I muse about research some of my grad students and I did around independently evaluating some #OpenBSD anti-ROP mitigations, and I bid farewell to being an OpenBSD developer.

https://briancallahan.net/blog/20260322.html

#freebsd #netbsd #dragonflybsd #bsd #unix #linux #compiler #compilers #rop #research

Semi-retirement, or, really, changing my relationship with the BSDs - Dr. Brian Robert Callahan

Okay, now I have a simple serialized form for the IR and a simple emulator that can execute that serialized IR.

Being able to validate the IR before and throughout optimization will hopefully save some time chasing (some) bugs in final output code backwards through the guts of the compiler....

https://github.com/swetland/spl/blob/dev/iremu/iremu.c

#Projects #Compiler

Think I probably should just go ahead and write a little interpreter for the IR, so I can use the same test suite to validate that the IR is correct... and that the optimized IR is still correct... before then validating the generated code from the IR...

#Projects #Compiler

GraphViz is both a very handy tool and almost always a "now you have two problems" situation...

Updated the compiler to be able to spit out .dot files of IR, took way too long fiddling with the generated dot descriptions, and I still don't really love the output, but it's nice to have graphs available.

#Projects #Compiler

Designing around with my own toy #programming language, #compiler and #devtools is my Roman Empire.
很多 Python 加速的方法

Gea-Suan Lin's BLOG

Some progress on the #fuzix #compiler again.
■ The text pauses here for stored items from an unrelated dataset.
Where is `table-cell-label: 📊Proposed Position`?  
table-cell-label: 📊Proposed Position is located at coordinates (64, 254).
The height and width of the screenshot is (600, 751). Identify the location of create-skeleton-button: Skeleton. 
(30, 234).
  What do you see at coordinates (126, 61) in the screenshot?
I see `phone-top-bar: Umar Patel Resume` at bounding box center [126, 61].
The INS8070 now passes all the test sets, and 6502 has passed the main ones (need to do some coverage testing and the like plus a lot of tuning yet).
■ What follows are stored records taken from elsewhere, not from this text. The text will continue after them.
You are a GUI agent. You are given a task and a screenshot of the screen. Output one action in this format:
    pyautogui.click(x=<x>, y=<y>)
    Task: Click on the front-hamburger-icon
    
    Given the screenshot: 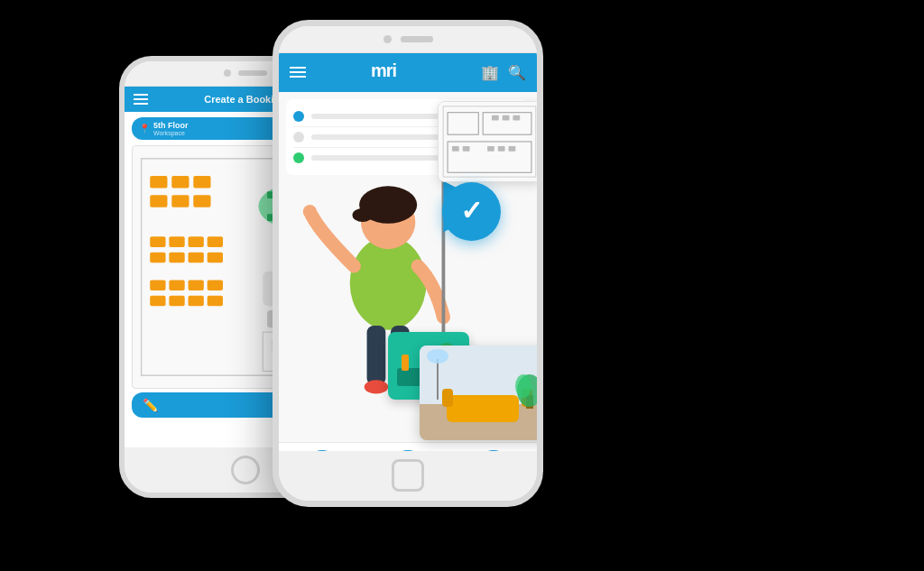 What is the action you would take?
    pyautogui.click(x=298, y=72)
    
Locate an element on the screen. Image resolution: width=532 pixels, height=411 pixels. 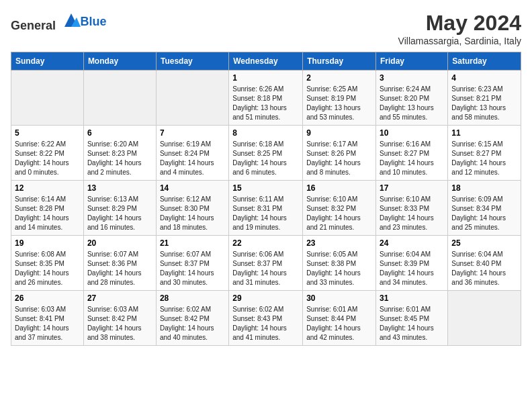
table-row: 30Sunrise: 6:01 AM Sunset: 8:44 PM Dayli… is located at coordinates (340, 318).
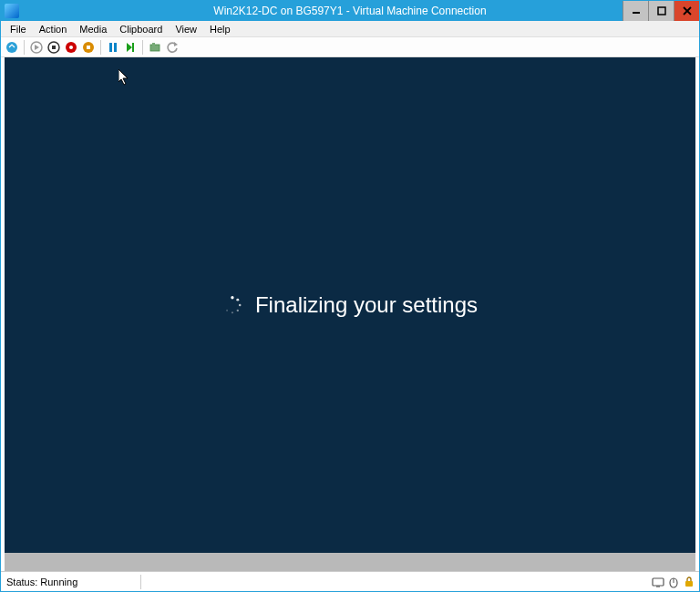 This screenshot has height=592, width=700. What do you see at coordinates (674, 582) in the screenshot?
I see `mouse-icon` at bounding box center [674, 582].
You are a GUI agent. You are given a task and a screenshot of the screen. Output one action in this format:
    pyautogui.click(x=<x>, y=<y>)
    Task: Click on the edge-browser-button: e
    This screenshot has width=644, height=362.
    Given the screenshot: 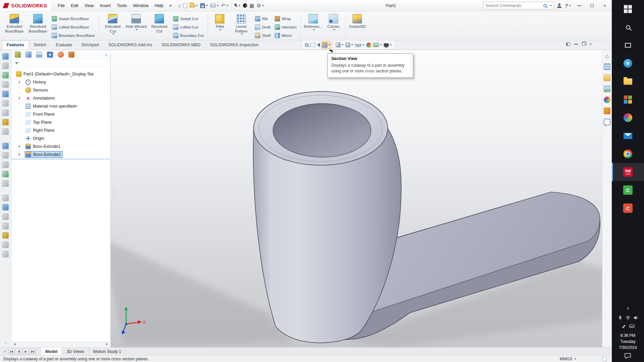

Still a few problems with the TMS7000 but it's also getting there.

Next job is mostly to tune the 6502 compiler, test it on a lot more code and see if the goal of getting code much denser than cc65 has worked out as well as I hope.

#retrocomputing #8bit

I occasionally run into bugs in the compiler while writing (more of) the compiler (compiled by the compiler), and if they're not critical, sometimes I'll lazily throw them on the TODO list so I can keep working on the New Shiny instead of pausing to bugfix.

Discovered some cases where the stage1/stage2 compiler's error detection is less robust than the stage0 transpiler, resulting in me wasting time debugging some dumb typos while working on stage3 IR generation today...

#Projects #Compiler

Finding the balance for writing-a-bunch-of-new-code in a personal project is always fun.

I want to checkpoint often enough that if I can recover from mistakes without too much pain, but I definitely don't want to be committing just a constant spew of super-tiny changes that do little in isolation.

I sort of split the difference by trying to reasonably summarize the component micro-commits, as it were. Also try to ensure everything stays buildable.

https://github.com/swetland/spl/commit/096751c191bb58dc22b6fdbf70cde6d8884b4262

#Projects #Compiler

IR generation now includes (often extraneous) phis, blocks are ordered reasonably, and overall shape is looking SSA-ish.

Using the Filled/Sealed approach from Braun 2013 for phi generation, and doing a bit of simple direct-to-SSA-from-AST assembly similar to that described in Brandis/Mössenböck 1994.

Need to explore some more complex test cases and finish up codegen for struct/array access, etc, and then it'll be on to adventures in register allocation.